Features

Bayer Schering

#14 Bayer Schering



Bayerwerk, Gebäude W11, Kaiser-Wilhelm-Allee, 51368 Leverkusen, Germany
Tel: (49) 214 30 1   Fax: (49) 214 30 66328
www.bayer.com



Headcount 106,200 (40,000 in pharma)  
Year Established 1971  
Pharma Revenues* $12,294 +44%
Total Revenues* $44,391 +22%
Net Income $6,458 +205%
R&D Budget** $2,081 +32%

* Pharma unit, not including diagnostic imaging revenues of $1.8 billion
** R&D only for Bayer Healthcare Pharmaceuticals unit
Top Selling Drugs
Drug Indication Sales (+/-%)
Yasmin*** female health $1,428 +152%
Betaferon*** MS $1,409 +110%
Kogenate hemophilia $1,121 +13%
Adalat hypertension $842 +2%
Avalox antibiotic $610 +23%
Cipro antibiotic $525 -19%
Mirena Women’s health $495 +137%

Account for 65% of total pharma sales, up from 58% in 2006.

*** First full year of sales

PROFILE



Bayer’s acquisition of Schering AG became official in mid-2006, creating Bayer Schering Pharma. The move led to a boost of nearly 50% in Bayer’s pharma revenues, enough to bump the company from 16 to 14 on our list, and leaving it temporarily within shouting distance of Schering-Plough.
The Lowe Down: BS

This is the first full year of Bayer Schering, so any judgments about the new operation will have to be tentative. Nexavar, the oncology compound that Bayer brought to the deal, is continuing to do well, and a big hope is another Bayer molecule, the Factor Xa inhibitor. (Blood clotting is a crowded market, but seems to be inexhaustibly huge). The messy loss of one of their other products in that area, though (Trasylol), hasn’t exactly built confidence.

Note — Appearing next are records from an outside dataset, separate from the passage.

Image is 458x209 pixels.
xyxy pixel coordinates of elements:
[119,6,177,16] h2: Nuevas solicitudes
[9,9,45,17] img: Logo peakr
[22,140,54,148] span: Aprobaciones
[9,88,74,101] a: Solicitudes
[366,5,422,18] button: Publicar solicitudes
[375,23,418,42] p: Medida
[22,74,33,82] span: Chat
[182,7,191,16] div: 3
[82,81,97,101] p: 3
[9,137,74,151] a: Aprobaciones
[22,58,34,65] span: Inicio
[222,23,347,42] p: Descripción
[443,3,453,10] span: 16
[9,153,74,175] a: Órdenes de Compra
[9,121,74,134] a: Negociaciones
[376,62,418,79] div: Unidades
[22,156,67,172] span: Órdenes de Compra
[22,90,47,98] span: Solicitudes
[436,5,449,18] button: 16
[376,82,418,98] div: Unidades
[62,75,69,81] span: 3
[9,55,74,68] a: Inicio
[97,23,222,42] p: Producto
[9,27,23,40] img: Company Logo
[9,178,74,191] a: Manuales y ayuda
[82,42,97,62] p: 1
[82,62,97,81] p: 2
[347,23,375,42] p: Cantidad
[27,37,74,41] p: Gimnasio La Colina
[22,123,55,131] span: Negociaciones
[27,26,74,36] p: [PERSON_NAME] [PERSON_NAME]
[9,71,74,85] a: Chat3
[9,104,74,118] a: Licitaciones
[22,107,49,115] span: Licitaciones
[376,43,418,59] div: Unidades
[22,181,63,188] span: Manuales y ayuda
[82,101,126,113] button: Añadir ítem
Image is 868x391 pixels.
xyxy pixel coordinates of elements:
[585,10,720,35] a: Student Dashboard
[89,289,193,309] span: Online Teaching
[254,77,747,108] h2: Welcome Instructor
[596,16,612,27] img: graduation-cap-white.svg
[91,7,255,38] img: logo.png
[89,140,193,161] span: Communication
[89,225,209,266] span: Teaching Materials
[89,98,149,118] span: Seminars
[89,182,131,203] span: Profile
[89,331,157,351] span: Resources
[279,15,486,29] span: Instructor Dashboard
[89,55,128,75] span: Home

The company definitely went against the trend by cutting all its research in the U.S. and pulling back to the fatherland. The idea of “national champions” in the drug industry has always seemed fairly silly to me, but if Germany has one (or wants one), Bayer Schering is presumably it. (Merck Serono might wish to dispute that!) They’ve got an unfortunate set of initials for the English-speaking world, though, as their American researchers would have told them if they’d had long enough to mention it.

—Derek Lowe

SP will be moving on up, post-Organon, and Bayer Schering may be facing big problems in 2008. In March, a court overturned a key patent for Bayer’s top seller, Yasmin oral contraceptive, opening the door for Barr Laboratories to launch a generic. The drug accounted for around $500 million in U.S. sales in 2007 and was part of the Schering acquisition.

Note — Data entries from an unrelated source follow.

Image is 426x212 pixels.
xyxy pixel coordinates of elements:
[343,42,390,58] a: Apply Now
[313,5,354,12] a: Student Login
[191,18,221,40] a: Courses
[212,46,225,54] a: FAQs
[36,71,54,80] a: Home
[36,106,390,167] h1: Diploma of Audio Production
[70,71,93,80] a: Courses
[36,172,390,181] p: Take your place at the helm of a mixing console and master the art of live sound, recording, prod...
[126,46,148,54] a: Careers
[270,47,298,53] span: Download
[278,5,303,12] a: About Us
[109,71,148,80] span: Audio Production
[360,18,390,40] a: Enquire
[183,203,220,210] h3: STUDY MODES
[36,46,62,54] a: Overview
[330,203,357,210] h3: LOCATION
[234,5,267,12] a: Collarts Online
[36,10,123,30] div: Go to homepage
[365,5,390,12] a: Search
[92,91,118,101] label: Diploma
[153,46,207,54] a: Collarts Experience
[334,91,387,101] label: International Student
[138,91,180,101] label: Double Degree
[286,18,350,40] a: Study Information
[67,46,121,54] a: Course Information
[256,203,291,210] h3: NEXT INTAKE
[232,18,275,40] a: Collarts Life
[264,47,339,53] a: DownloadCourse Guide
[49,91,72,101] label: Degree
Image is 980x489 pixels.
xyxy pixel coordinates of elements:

In June 2008, Bayer announced an authorized generic Yasmin with Barr beginning July 1, 2008, as well as an authorized generic of next-generation oral contraceptive Yaz by July 2011. The agreement stipulates that if Bayer gets the patent restored, it will receive a larger percentage of sales from Barr. Meanwhile, Bayer is suing Watson and Sandoz over their generic filing for Yasmin.

In worse news, BS pulled Trasylol, a treatment for bleeding during coronary artery bypass surgery, after a study reported a shocking increase in mortality among patients, compared to older treatments. One doctor estimated that use of Trasylol — and Bayer’s lack of disclosure about a post-market study of it — may have led to as many as 22,000 deaths. Here’s hoping Bayer saved some cash for a legal liabilities fund after spending around $23 billion to pick up Schering. 


For the full profile, including pipeline and patent information, download the PDF.